DOUGLAS MURRAY: POLICING IS NOT ENOUGH

Policing is not Enough http://henryjacksonsociety.org/

 

Part of the problem of dealing with the range of security challenges which our societies face today is that any concerted focus is kept on them for such a startlingly short space of time.

It is only a week since the attack in Barcelona and already the story has slipped from the news schedules in most of Europe.  It has already disappeared in the background noise of life in modern Europe’s cities.  But the details which have come out make a number of things very clear.

 

First is the clear fact that a far worse terrorist atrocity was only narrowly averted.  It is only because one explosion went off early, alerted the authorities to a threat and that the truck attacker then also appears to have gone off early, that far worse devastation was averted.  It would seem that the cell which was planning these attacks intended to create explosions at major landmarks in Barcelona, causing a level of architectural and infrastructure devastation – in addition to the human devastation – of a kind not seen for many years.

 

Secondly it seems clear that a local imam was involved in the cell.  For the Spanish authorities this presents one of the most embarrassing as well as challenging facets of this investigation and its consequences.  It seems that Abdelbaki Essati, the shadowy imam who was connected to last week’s cell was also associated with the cell who blew up the Madrid trains in 2004.  Nevertheless he was able to appear in the town of Ripoll a couple of years ago and seems to have set about setting up a cell.  His actions were straight out of the al-Qaeda playbook, and he appears to have used well known tactics of selections and grooming to put together the cell which plotted devastation against Spain last week.

 

All of this raises profound questions for Spain and all other Western democracies.  Some experts are saying that the ease with which Essati moved even when he should have been on the radar of law enforcement agencies speaks to a lack of communication between Spanish law enforcement and judiciary and the regional (Catalan) branches of the same.  In reality such claims only aspire to answer a tiny part of the problem.  What would the authorities have done had they been more joined up?  And what could they have done?

 

Spain, like the rest of Europe, is currently in a period of attempting to police this problem.  But across the continent there is a growing sense that the policing approach – with its minimalist interventions – is not up to the job.  Or rather that it is itself being let down by the unwillingness to address the problems raised at a much higher as well as wider governmental and societal level.  If the Spanish authorities interpret the results of last week as presenting only a problem of intra-security cooperation then they risk failing to learn yet another lesson in this long war for the West.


WHAT NEEDS TO BE DONE: The answer is every line in the data below that contains the word "follows".

Stored records
+===+
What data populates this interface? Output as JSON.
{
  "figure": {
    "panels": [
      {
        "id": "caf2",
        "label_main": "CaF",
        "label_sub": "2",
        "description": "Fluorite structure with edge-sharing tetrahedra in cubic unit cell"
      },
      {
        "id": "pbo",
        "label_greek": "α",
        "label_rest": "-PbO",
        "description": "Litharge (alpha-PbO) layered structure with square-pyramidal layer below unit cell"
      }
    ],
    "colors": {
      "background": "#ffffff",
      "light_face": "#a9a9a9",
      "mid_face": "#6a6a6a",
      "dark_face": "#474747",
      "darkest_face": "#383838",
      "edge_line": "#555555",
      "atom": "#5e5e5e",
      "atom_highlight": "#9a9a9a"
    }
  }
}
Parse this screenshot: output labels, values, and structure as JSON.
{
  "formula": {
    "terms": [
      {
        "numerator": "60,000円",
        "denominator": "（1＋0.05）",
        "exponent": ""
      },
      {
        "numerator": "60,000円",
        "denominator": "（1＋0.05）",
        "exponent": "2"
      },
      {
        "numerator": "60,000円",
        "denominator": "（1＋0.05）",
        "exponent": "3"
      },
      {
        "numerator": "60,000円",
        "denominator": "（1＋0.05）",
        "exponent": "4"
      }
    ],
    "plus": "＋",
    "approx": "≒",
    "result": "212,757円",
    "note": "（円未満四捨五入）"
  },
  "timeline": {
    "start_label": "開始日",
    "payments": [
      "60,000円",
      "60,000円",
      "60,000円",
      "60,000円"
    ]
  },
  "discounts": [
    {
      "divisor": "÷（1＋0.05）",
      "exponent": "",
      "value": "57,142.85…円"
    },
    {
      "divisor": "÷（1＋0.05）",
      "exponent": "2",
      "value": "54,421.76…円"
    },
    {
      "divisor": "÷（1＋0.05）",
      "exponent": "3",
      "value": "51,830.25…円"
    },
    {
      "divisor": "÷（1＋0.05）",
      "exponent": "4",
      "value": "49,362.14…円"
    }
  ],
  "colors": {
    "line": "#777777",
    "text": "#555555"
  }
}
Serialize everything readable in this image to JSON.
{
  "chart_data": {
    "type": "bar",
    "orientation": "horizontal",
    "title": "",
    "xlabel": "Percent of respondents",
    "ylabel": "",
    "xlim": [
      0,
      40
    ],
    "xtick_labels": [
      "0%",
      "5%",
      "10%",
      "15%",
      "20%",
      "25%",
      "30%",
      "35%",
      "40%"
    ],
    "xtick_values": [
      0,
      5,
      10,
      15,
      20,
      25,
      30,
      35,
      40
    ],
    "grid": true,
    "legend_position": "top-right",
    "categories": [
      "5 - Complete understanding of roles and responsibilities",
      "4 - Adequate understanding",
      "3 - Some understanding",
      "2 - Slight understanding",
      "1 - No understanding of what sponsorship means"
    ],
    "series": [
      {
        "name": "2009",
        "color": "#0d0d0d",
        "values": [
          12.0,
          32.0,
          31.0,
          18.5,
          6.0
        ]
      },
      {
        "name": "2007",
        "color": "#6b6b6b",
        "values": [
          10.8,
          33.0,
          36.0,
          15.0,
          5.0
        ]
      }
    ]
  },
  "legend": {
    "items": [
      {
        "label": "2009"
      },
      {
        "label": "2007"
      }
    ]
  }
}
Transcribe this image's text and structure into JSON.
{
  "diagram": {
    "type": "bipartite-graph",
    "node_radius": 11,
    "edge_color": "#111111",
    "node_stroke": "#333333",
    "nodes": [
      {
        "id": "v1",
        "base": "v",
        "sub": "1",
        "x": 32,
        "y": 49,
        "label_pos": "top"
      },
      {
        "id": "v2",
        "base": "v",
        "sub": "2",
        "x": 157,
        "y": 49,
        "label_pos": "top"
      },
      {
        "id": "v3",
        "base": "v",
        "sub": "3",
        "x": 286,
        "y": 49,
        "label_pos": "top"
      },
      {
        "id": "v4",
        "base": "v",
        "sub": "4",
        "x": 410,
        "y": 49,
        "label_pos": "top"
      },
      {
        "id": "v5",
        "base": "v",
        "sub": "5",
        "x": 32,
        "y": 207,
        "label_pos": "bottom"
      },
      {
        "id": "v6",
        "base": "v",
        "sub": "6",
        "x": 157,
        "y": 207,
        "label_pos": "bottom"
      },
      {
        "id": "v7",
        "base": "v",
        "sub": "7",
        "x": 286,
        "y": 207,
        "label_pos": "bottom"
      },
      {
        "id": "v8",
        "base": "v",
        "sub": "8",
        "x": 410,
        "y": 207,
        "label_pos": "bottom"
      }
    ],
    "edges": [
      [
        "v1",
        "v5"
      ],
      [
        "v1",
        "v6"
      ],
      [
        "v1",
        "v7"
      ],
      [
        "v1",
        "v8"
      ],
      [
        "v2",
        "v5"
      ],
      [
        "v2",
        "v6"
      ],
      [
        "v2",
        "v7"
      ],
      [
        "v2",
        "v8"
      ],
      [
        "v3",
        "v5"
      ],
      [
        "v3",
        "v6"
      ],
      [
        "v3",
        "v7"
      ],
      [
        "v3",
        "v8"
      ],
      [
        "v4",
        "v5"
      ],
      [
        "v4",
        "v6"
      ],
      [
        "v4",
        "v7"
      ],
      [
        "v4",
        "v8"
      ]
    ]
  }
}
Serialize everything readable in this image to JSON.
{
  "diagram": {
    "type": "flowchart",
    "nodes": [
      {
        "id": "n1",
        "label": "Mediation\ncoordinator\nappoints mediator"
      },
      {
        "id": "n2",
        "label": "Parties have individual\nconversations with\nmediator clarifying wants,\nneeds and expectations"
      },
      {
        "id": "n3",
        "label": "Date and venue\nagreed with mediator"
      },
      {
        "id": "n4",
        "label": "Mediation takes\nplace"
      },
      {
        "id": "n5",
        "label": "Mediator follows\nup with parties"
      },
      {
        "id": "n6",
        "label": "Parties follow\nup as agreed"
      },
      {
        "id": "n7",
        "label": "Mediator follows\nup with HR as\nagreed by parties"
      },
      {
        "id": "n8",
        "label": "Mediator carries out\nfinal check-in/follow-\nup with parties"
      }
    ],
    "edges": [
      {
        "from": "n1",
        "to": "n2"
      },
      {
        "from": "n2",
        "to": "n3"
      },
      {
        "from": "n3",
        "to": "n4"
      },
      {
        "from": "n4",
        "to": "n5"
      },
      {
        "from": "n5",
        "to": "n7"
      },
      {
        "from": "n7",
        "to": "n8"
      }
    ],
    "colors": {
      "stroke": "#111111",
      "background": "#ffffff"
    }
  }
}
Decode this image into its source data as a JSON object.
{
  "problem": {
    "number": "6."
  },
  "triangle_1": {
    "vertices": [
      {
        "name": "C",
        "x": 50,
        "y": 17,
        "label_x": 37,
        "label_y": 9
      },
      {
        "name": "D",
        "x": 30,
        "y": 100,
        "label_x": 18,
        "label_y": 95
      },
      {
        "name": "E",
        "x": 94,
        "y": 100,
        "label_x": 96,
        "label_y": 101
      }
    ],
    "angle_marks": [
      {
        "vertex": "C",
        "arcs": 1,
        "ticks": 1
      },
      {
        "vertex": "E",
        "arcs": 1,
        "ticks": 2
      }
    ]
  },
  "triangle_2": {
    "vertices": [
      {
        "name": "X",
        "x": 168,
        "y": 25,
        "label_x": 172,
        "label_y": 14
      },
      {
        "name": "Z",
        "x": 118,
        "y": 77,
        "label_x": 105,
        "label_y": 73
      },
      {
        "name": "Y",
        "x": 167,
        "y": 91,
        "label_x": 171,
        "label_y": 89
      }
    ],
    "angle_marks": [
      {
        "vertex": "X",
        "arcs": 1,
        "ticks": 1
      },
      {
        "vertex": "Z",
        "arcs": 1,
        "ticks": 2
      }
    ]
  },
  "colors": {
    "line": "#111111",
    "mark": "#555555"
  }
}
+===+
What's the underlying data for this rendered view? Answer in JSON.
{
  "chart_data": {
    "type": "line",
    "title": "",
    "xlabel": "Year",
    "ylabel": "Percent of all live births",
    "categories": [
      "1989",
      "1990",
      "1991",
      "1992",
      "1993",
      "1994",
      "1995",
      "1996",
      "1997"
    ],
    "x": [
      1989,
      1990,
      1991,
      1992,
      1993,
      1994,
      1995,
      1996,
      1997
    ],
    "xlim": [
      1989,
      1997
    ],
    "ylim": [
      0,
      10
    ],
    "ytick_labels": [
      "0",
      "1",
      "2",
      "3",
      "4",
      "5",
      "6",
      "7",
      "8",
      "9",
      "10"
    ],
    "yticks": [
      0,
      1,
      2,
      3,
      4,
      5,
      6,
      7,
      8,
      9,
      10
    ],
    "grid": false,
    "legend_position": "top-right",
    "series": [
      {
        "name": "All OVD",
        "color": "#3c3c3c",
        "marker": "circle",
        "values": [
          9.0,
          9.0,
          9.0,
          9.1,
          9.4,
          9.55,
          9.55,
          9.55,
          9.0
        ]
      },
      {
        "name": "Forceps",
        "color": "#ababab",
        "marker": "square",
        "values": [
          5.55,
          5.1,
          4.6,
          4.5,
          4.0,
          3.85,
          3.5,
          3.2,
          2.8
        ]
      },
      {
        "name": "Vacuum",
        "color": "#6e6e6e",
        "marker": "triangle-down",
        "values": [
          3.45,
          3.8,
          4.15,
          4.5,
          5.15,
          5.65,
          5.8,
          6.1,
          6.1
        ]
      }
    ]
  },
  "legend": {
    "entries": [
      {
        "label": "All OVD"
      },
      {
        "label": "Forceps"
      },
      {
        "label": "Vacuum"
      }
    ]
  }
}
+===+
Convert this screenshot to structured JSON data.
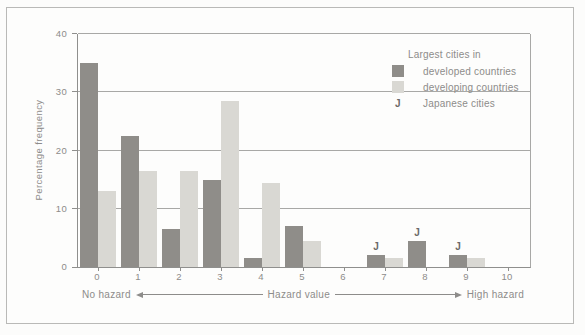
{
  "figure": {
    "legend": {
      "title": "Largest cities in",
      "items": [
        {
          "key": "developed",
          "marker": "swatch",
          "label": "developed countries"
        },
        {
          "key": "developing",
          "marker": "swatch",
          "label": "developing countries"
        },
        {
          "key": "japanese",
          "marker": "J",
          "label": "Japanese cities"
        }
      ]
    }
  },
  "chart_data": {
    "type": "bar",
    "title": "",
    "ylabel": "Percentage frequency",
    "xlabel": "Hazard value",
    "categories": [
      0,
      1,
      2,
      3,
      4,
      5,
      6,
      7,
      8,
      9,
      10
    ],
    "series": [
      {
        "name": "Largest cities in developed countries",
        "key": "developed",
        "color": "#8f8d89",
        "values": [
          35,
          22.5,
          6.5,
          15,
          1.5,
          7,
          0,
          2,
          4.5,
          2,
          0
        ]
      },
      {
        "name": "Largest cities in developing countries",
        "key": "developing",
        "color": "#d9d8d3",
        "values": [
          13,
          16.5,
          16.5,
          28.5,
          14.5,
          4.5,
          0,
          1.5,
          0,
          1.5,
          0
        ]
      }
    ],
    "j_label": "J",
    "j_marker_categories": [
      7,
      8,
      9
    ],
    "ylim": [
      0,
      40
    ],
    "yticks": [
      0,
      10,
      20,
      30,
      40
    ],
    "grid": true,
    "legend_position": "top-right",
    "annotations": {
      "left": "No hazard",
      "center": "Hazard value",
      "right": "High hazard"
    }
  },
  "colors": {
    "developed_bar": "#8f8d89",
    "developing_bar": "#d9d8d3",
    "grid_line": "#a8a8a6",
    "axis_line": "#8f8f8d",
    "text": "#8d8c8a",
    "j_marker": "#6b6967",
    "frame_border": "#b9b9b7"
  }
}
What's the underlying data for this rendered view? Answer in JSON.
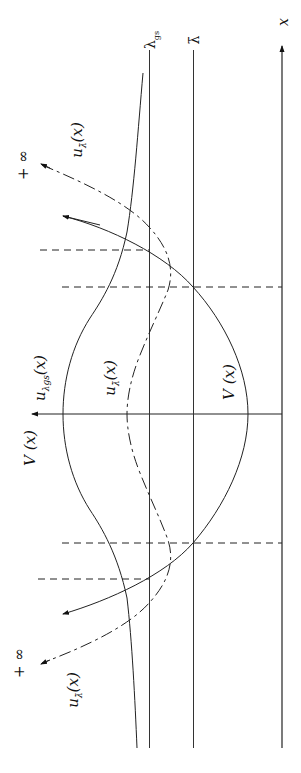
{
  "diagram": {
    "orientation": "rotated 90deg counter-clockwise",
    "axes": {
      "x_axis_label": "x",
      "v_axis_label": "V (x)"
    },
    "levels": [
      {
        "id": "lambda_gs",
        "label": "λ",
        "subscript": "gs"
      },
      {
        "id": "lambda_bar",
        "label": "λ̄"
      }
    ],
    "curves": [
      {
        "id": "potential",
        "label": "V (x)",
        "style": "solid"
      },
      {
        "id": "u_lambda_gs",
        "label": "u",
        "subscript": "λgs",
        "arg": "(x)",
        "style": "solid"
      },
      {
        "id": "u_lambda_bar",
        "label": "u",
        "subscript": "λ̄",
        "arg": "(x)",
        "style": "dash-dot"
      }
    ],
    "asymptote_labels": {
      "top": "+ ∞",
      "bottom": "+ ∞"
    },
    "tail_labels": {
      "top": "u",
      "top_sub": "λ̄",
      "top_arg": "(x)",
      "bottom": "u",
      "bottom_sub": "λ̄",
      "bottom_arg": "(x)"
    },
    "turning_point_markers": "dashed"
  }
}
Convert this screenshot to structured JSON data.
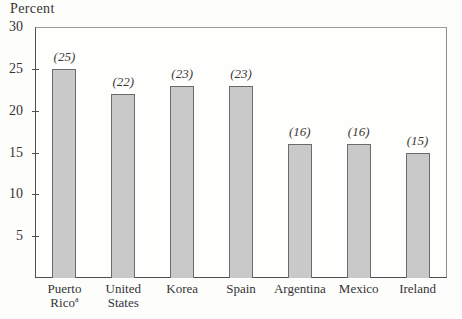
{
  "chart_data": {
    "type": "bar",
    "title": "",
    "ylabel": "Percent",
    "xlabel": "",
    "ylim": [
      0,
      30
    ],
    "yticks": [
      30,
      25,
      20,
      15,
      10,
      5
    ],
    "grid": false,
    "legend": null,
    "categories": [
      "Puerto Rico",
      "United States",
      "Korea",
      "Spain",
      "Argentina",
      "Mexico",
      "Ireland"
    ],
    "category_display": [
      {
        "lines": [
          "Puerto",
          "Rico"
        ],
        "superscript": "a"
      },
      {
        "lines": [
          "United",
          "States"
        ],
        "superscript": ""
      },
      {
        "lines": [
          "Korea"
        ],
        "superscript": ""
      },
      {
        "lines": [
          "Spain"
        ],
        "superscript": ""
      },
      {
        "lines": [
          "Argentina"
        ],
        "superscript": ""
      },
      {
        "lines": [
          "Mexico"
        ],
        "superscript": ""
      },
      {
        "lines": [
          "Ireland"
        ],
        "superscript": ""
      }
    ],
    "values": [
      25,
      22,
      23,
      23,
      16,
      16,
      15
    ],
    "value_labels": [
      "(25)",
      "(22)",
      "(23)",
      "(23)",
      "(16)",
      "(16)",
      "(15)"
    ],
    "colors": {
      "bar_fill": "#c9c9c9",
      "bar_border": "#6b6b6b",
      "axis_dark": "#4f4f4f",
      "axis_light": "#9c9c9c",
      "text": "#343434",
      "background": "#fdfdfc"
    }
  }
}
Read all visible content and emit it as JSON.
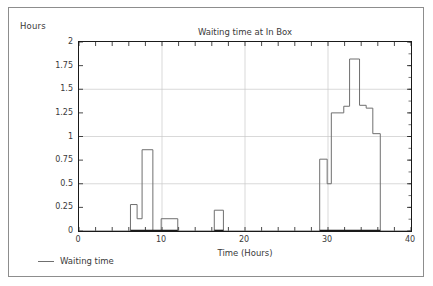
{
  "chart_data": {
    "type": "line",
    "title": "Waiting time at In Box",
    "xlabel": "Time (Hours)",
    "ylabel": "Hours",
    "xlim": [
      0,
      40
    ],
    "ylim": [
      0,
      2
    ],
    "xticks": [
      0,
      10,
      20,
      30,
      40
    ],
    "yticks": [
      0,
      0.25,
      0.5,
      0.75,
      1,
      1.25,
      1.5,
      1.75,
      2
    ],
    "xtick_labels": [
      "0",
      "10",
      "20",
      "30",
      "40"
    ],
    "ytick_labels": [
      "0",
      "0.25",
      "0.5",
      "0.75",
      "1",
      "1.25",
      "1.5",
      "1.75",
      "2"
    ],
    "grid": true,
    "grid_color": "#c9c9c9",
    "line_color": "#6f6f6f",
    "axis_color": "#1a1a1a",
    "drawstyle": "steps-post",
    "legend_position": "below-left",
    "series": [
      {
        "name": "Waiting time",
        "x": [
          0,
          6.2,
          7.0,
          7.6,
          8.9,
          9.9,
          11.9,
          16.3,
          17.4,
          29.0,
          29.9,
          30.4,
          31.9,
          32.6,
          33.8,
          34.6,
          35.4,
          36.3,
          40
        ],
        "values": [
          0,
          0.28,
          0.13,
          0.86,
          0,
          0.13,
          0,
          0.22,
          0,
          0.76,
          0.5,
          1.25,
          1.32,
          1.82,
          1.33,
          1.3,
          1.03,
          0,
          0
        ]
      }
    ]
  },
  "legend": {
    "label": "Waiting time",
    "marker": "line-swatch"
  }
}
+===+
TASK RESPONSE:
        "label": "Mediator follows\nup with parties"
        "label": "Mediator follows\nup with HR as\nagreed by parties"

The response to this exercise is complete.